I find in my sql database string whit weird whitespace which cannot be replace like REPLACE(string, ' ', '') RTRIM and cant it even find with string = '% %'. This space is even transfered to new table when using SELECT string INTO
If i select this string in managment studio and copy that is seems is normal space and when everything is works but cant do nothing directly from database. What else can i do? Its some kind of error or can i try some special character for this?
First, you must identify the character.
You can do that by using a tally table (or a cte) and the Unicode function:
The following script will return a table with two columns: one contains a char and the other it's unicode value:
DECLARE #Str nvarchar(100) = N'This is a string containing 1 number and some words.';
with Tally(n) as
(
SELECT TOP(LEN(#str)) ROW_NUMBER() OVER(ORDER BY ##SPID)
FROM sys.objects a
--CROSS JOIN sys.objects b -- (unremark if there are not enough rows in the tally cte)
)
SELECT SUBSTRING(#str, n, 1) As TheChar,
UNICODE(SUBSTRING(#str, n, 1)) As TheCode
FROM Tally
WHERE n <= LEN(#str)
You can also add a condition to the where clause to only include "special" chars:
AND SUBSTRING(#str, n, 1) NOT LIKE '[a-zA-Z0-9]'
Then you can replace it using it's unicode value using nchar (I've used 32 in this example since it's unicode "regular" space:
SELECT REPLACE(#str, NCHAR(32), '|')
Result:
This|is|a|string|containing|1|number|and|some|words.

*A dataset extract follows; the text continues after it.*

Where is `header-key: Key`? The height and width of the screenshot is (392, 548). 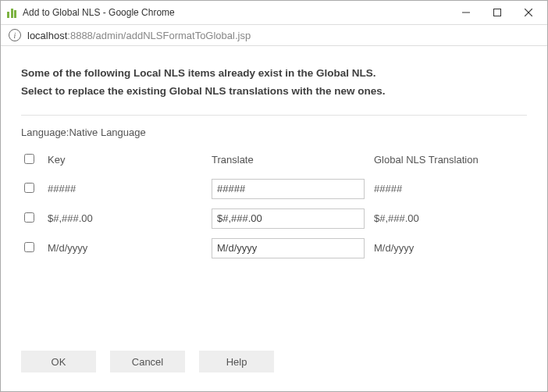
header-key: Key is located at coordinates (126, 162).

TRIM not works with lines and tabs of a xpath in PostgreSQL?

With this query
SELECT trim(title) FROM (
SELECT
unnest( xpath('//p[#class="secTitle1"]', xmlText )::varchar[] ) AS title
FROM t1
) as t2
and XML input text with lines and spaces,
<root>
...
<p class="x">
text text
text text
</p><p> ...</p>
...
</root>
The trim() have no effect (!). It is a PostgreSQL bug? How to apply fn:normalize-space() with the XPath? I need something like "WHERE title is not null"? (Oracle is simpler...) How to do this simple query with PostreSQL?
Workaround
I need a well-configured build-in function, not a workaround... But I need to work and to show results, so I am using regular expression...
SELECT id, TRIM(regexp_replace(tit, E'[\\n\\r\\t ]+', ' ', 'g')) AS tit
FROM (
SELECT
id, -- xpath returns array of 1, 2, or more strings
unnest( xpath('//p[#class="secTitle1"]', texto )::VARCHAR[] ) AS tit
FROM t
) AS tmp
So, a "only simple space trim" is not friendly, not util (!).
EDIT after #mu comment
I try
SELECT id, TRIM(tit, E'\\n\\r\\t') AS tit
and
SELECT id, TRIM(tit, '\n\r\t') AS tit
both NOT WORKs.
QUESTION REMAINS:
there are no TRIM-option or postgresql configuration to say to TRIM work as it is required?
can I use normalize-space() at xpath? How?
I am using PostgreSQL 9.1, need to upgrade?
It works in 9.2, and it works on 8.4 too.
postgres=# select trim(unnest(string_to_array(e'\t\tHello\n\t\tHello\n\t\tHello', e'\n')), e'\t');
btrim
-------
Hello
Hello
Hello
(3 rows)
your regexp replace any char \n or \r or \t, but trim working with string "\n\r\t". It has different meaning than you expect.